Murat Tekin
A second-year cadet at the Air Force Academy. A graduate of Bursa Işıklar Air High School. Two years from becoming a pilot. He was unarmed when the crowd reached him.
A single evening that began with a sleeping camp and ended with sentences of life imprisonment. This is what happened — hour by hour, place by place, person by person.
On July 13, 2016, hundreds of Air Force Academy cadets boarded buses bound for the Yalova Summer Training Camp on Turkey's Marmara coast. The camp was part of the Air Force Academy's standard academic calendar — a routine destination for cadets every July, scheduled long before any political tension reached its breaking point.
For two days, life followed the rhythm of military summer training: morning drills, physical exercises, lectures on aerodynamics, evening rest. The cadets — most between 18 and 22 years old — knew nothing of the coordinated military operation that some senior officers were quietly preparing in Ankara and Istanbul.
On the morning of July 15, 2016, the Commander of the Air Forces, General Abidin Ünal, visited the camp. He spoke briefly with the officers in charge and gave a single, now-infamous instruction before leaving:
Don't tire the boys tomorrow — they have work to do.
By evening, those words would acquire a meaning none of the cadets could have imagined. The "work" was not training. The night was not a drill. And the camp would never see most of them return as students again.
Click each location to see what happened there. The cadets did not choose these places. They were ordered to them.
From the first bus engine starting to the last cadet detained — the timeline of July 15–16, 2016.
In Yalova, cadets are pulled from their evening routine. Officers announce that a "counter-terrorism drill" will be carried out in Istanbul. The cadets are told it will be "the most realistic exercise of their lives." They put on their uniforms. Their phones are collected.
Convoys of buses depart the summer camp under armed escort. Destinations are not disclosed. Some cadets later testify they were told their target was a terrorist cell. Others were told nothing at all. Most assume they will be back at the camp by morning.
Tanks roll into key positions. State television is seized. Bridges across the Bosphorus are blocked. President Erdoğan calls citizens into the streets. The cadets are still on the road — most of them unaware that they are now being driven into the center of a military coup attempt they did not know was happening.
The buses reach the Bosphorus Bridge, where senior officers have already established a position. Cadets are ordered to dismount. They are positioned alongside tanks they did not request and weapons they were not given live ammunition for. Civilians, mobilized by the President's call, begin to surround them. The cadets refuse to fire. They do not understand what is happening.
Mobs surge past police lines. Murat Tekin (21), a second-year Air Force cadet, is separated from his unit. He is unarmed. He is beaten. According to forensic reports, his throat is cut and he is suffocated by pressure to the neck. Similar attacks unfold across the bridge. The cadets — students 24 hours earlier — have no way to defend themselves and no orders that match their training.
By the early hours of July 16, the coup attempt fails. Senior officers responsible for the operation are arrested. So are the cadets — the same young men who had been told they were going to a drill. The official narrative crystallizes within hours: everyone in uniform that night is a participant. No distinction is made between commanders and students. None will be made for years.
As dawn breaks over Istanbul, mass arrests begin. 259 cadets are taken into custody in the first wave. Many are still in the uniforms they put on for a "drill." Four days later, they are formally arrested. Their trials will take years. Their sentences, once given, will not be reversible.
On the Bosphorus Bridge that night, three cadets in uniform — most of them not yet old enough to vote — lost their lives. They were students. They were sons. They were brothers. We remember them by name.
A second-year cadet at the Air Force Academy. A graduate of Bursa Işıklar Air High School. Two years from becoming a pilot. He was unarmed when the crowd reached him.
A third-year cadet. He was beside Murat Tekin when the bus was surrounded. Forensic reports later confirmed the cause of death: blunt force trauma and stabbing by mob.
A young lieutenant deployed to the bridge that night. He had no role in planning what occurred. He attempted to identify himself as a regular officer following orders. He did not survive the night.
"They will not appear on any official memorial. Their names will not be spoken at state ceremonies. But they were sons. They were students. They were young. And they died wearing the uniform of a country that, even now, has not asked their families for forgiveness."
The legal architecture that would imprison hundreds of cadets was built faster than any trial that followed.
On July 31, 2016 — sixteen days after the coup attempt — Emergency Decree No. 669 was issued. With a single signature, all military academies in Turkey were permanently closed.
By that same decree, 16,409 military students — including high schoolers, sub-officer trainees, and academy cadets — were expelled. No hearings. No appeals. No individual review of any case.
In the years that followed, more than 250 cadets were sentenced to aggravated life imprisonment — a punishment that, under Turkish law, has no parole, no review, and no end.
Nine years after July 15, 2016, hundreds of those cadets remain in prison. Their families remain unheard. Their cases remain open. The night is over — but the work of justice is not.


What you should do:
Find every line in the records below that contains "fall", and copy it.

------------------------------------

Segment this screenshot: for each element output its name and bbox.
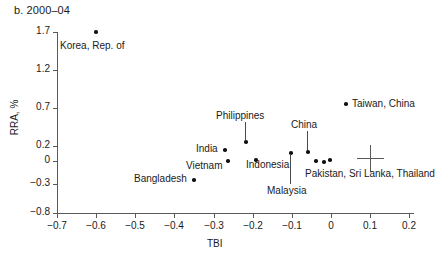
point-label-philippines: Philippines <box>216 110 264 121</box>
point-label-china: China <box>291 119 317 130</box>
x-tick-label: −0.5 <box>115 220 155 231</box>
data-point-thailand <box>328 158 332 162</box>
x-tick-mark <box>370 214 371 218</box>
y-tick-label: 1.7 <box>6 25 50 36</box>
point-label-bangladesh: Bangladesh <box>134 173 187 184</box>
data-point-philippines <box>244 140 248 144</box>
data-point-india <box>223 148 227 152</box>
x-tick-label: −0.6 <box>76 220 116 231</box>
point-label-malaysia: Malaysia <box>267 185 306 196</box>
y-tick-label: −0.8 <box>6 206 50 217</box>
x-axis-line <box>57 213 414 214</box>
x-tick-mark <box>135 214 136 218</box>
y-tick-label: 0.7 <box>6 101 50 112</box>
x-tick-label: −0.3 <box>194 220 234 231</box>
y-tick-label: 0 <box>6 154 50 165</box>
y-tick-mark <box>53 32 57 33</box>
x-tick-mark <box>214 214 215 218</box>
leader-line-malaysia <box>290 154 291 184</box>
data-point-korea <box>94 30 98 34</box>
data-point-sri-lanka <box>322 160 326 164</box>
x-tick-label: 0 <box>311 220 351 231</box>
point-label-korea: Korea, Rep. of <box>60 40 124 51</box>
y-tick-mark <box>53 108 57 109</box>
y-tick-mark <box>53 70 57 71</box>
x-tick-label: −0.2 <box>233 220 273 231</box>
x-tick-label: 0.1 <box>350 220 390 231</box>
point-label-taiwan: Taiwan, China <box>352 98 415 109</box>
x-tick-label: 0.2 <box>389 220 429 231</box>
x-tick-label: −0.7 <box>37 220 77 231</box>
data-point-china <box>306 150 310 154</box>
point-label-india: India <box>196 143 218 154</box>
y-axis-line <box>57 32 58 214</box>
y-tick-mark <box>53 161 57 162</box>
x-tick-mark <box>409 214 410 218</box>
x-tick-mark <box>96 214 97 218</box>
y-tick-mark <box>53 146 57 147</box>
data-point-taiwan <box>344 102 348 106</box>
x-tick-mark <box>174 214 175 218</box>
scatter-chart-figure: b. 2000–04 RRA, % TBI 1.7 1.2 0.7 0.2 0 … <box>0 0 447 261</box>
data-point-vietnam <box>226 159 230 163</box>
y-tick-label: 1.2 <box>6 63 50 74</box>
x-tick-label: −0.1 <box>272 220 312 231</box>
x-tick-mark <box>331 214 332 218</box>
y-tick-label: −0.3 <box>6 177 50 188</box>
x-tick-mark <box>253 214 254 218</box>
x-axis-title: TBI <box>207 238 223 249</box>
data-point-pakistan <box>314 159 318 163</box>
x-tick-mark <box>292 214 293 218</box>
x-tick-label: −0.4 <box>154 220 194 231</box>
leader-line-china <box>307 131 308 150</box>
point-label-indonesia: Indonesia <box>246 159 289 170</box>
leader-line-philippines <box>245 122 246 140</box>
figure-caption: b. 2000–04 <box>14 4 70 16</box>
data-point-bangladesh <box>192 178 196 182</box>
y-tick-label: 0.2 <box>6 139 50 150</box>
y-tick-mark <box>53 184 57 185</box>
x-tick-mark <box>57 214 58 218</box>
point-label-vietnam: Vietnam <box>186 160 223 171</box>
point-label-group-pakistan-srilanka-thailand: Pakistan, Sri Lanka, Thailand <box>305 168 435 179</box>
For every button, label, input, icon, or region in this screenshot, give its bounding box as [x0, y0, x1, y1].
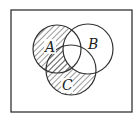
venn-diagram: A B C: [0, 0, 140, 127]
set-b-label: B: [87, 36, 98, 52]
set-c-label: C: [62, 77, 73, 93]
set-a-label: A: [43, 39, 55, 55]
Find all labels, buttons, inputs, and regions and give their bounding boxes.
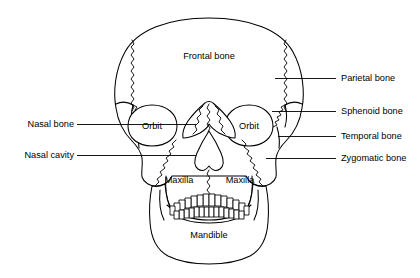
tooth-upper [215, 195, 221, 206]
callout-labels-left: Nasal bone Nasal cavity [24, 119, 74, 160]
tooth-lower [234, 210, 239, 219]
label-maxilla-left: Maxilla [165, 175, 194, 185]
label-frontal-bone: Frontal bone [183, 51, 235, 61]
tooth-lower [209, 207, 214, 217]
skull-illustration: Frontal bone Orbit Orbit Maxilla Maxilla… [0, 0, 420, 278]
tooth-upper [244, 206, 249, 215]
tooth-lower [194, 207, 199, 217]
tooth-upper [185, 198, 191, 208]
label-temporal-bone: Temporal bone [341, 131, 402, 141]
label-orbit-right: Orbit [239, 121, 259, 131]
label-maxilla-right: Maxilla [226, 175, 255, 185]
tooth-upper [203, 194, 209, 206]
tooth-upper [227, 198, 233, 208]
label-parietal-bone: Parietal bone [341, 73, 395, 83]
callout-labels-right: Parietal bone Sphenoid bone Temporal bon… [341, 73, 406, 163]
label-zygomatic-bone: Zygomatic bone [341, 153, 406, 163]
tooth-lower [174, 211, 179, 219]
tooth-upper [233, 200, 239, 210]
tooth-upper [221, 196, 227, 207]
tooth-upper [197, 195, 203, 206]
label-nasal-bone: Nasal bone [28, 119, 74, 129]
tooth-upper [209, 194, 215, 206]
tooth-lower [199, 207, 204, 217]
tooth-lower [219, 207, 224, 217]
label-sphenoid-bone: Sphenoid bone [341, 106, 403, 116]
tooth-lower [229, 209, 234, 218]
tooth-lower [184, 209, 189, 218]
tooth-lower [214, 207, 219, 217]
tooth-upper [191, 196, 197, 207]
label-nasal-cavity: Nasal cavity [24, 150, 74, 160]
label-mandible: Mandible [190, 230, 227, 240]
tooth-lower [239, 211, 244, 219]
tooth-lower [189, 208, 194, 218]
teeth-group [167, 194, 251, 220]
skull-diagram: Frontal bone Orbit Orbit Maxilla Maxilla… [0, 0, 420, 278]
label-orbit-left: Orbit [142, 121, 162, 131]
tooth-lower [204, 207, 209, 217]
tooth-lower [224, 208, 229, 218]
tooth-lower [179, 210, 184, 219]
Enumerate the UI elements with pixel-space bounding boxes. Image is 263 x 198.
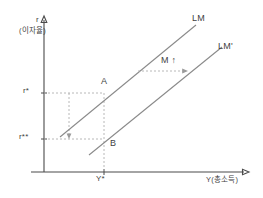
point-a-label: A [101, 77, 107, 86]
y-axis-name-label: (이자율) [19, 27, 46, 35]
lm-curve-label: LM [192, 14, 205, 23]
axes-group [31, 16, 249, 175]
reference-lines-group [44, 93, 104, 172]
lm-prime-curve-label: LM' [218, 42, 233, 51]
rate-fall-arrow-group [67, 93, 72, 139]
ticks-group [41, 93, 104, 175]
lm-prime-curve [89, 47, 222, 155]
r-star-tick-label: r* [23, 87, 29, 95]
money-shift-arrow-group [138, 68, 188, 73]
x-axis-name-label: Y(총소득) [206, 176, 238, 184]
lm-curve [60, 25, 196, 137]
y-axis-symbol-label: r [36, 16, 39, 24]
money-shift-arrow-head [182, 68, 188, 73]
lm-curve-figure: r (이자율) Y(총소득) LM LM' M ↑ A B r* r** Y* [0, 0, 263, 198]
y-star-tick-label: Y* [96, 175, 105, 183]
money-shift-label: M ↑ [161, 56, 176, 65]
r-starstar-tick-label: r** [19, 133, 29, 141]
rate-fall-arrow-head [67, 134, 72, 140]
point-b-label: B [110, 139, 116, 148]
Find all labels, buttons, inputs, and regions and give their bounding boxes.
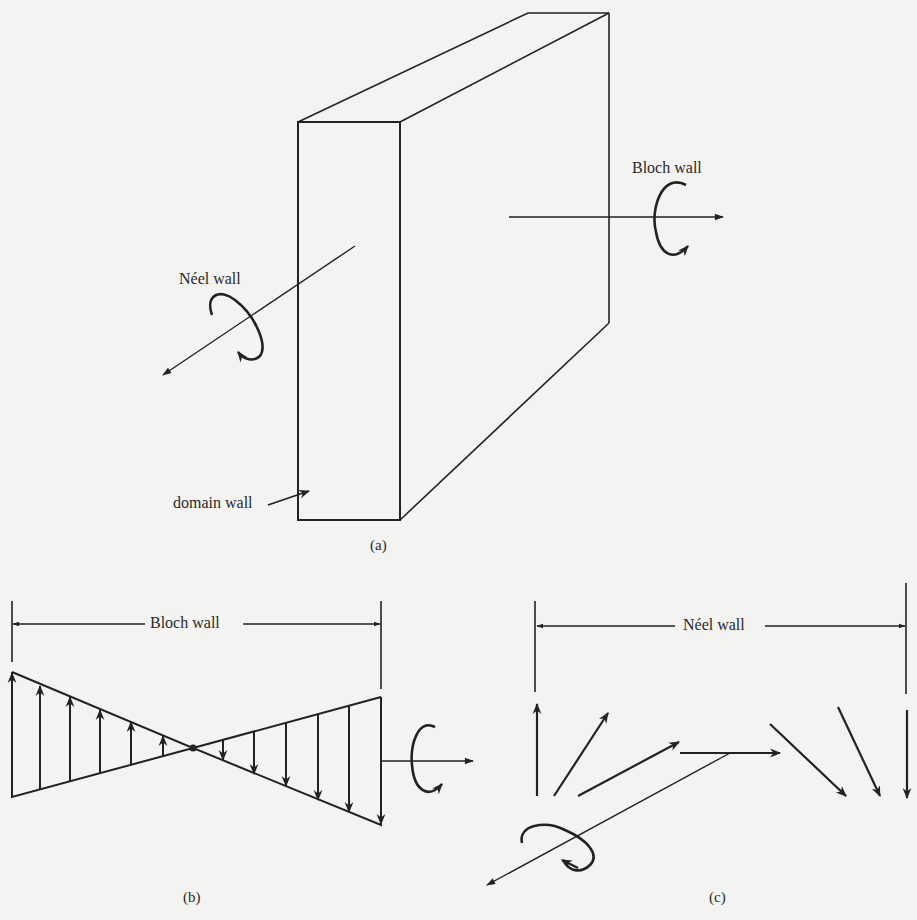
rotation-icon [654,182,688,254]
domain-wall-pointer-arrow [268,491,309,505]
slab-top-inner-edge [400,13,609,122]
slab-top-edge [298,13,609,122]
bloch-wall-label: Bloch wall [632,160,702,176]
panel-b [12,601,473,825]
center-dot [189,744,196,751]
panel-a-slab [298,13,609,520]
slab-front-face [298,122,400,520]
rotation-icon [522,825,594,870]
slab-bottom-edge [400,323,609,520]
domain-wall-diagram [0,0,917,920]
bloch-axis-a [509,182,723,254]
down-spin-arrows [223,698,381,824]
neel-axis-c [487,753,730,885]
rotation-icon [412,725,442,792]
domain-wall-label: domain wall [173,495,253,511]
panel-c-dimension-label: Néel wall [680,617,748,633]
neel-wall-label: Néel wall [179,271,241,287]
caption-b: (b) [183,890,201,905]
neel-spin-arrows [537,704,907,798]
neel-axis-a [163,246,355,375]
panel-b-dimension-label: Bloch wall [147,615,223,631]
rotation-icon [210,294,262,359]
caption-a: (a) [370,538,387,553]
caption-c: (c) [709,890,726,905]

------------------------------------

Output for this exercise:
rate-fall-arrow-group [67, 93, 72, 139]
rate-fall-arrow-head [67, 134, 72, 140]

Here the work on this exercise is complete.